Right, but those questions are responsive to reasons too. Here’s where I embrace the recursion. Either we believe that ultimately the reasons stop—that is, that after a sufficiently ideal process, all of the minds in the relevant mind design space agree on the values, or we don’t. If we do, then the superintelligence should replicate that process. If we don’t, then what basis do we have for asking a superintelligence to answer the question? We might as well flip a coin.
Of course, the content of the ideal process is tricky. I’m hiding the really hard questions in there, like what counts as rationality, what kinds of minds are in the relevant mind design space, etc. Those questions are extra-hard because we can’t appeal to an ideal process to answer them on pain of circularity. (Again, political philosophy has been struggling with a version of this question for a very long time. And I do mean struggling—it’s one of the hardest questions there is.) And the best answer I can give is that there is no completely justifiable stopping point: at some point, we’re going to have to declare “these are our axioms, and we’re going with them,” even though those axioms are not going to be justifiable within the system.
What this all comes down to is that it’s all necessarily dependent on social context. The axioms of rationality and the decisions about what constitute relevant mind-space for any such superintelligence would be determined by the brute facts of what kind of reasoning is socially acceptable in the society that creates such a superintelligence. And that’s the best we can do.
Right, but those questions are responsive to reasons too. Here’s where I embrace the recursion. Either we believe that ultimately the reasons stop—that is, that after a sufficiently ideal process, all of the minds in the relevant mind design space agree on the values, or we don’t. If we do, then the superintelligence should replicate that process. If we don’t, then what basis do we have for asking a superintelligence to answer the question? We might as well flip a coin.
Of course, the content of the ideal process is tricky. I’m hiding the really hard questions in there, like what counts as rationality, what kinds of minds are in the relevant mind design space, etc. Those questions are extra-hard because we can’t appeal to an ideal process to answer them on pain of circularity. (Again, political philosophy has been struggling with a version of this question for a very long time. And I do mean struggling—it’s one of the hardest questions there is.) And the best answer I can give is that there is no completely justifiable stopping point: at some point, we’re going to have to declare “these are our axioms, and we’re going with them,” even though those axioms are not going to be justifiable within the system.
What this all comes down to is that it’s all necessarily dependent on social context. The axioms of rationality and the decisions about what constitute relevant mind-space for any such superintelligence would be determined by the brute facts of what kind of reasoning is socially acceptable in the society that creates such a superintelligence. And that’s the best we can do.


### Instructions for the task
Your task is to find every line of the data that holds the string "after" and copy it.

(Records from a data source)
━━━━━━━━
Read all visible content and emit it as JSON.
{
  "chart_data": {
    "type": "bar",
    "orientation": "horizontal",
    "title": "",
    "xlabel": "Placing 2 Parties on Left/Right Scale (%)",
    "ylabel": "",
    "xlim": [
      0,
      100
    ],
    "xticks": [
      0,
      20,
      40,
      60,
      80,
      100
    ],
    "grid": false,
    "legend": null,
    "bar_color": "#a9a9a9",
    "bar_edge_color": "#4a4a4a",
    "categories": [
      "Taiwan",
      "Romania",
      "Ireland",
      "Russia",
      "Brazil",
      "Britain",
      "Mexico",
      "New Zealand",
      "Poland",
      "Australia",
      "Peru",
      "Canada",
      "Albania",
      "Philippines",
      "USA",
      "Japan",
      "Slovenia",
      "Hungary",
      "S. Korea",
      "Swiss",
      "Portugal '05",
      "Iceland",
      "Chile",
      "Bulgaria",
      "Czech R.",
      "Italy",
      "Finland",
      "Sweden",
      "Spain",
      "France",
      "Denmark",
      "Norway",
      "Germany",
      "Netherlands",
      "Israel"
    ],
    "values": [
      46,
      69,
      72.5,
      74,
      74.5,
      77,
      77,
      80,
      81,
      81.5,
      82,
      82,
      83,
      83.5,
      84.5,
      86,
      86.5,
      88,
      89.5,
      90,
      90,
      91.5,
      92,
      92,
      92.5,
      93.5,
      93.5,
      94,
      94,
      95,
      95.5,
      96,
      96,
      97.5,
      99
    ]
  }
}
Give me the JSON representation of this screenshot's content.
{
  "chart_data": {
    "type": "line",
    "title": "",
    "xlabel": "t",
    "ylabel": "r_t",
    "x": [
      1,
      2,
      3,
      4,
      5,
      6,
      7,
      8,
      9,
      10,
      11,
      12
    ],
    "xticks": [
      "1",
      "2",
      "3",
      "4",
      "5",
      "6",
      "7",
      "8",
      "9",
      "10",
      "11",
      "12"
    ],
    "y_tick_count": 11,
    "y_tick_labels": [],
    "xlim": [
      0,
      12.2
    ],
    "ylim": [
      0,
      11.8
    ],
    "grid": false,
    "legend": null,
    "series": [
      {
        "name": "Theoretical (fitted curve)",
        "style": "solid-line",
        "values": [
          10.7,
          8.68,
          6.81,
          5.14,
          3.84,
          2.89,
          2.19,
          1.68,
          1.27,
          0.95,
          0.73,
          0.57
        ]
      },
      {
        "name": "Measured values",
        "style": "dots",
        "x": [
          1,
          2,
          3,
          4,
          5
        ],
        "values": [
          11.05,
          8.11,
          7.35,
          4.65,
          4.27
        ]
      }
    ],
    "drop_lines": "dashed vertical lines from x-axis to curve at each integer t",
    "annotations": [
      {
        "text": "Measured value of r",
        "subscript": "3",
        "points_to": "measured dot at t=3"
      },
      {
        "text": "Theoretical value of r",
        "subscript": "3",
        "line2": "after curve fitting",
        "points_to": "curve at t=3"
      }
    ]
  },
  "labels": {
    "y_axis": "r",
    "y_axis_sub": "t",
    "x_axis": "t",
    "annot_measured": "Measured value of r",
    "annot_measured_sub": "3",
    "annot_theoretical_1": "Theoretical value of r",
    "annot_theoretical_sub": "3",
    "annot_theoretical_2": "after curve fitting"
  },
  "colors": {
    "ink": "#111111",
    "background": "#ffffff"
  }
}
━━━━━━━━
### Expected answer
        "line2": "after curve fitting",
    "annot_theoretical_2": "after curve fitting"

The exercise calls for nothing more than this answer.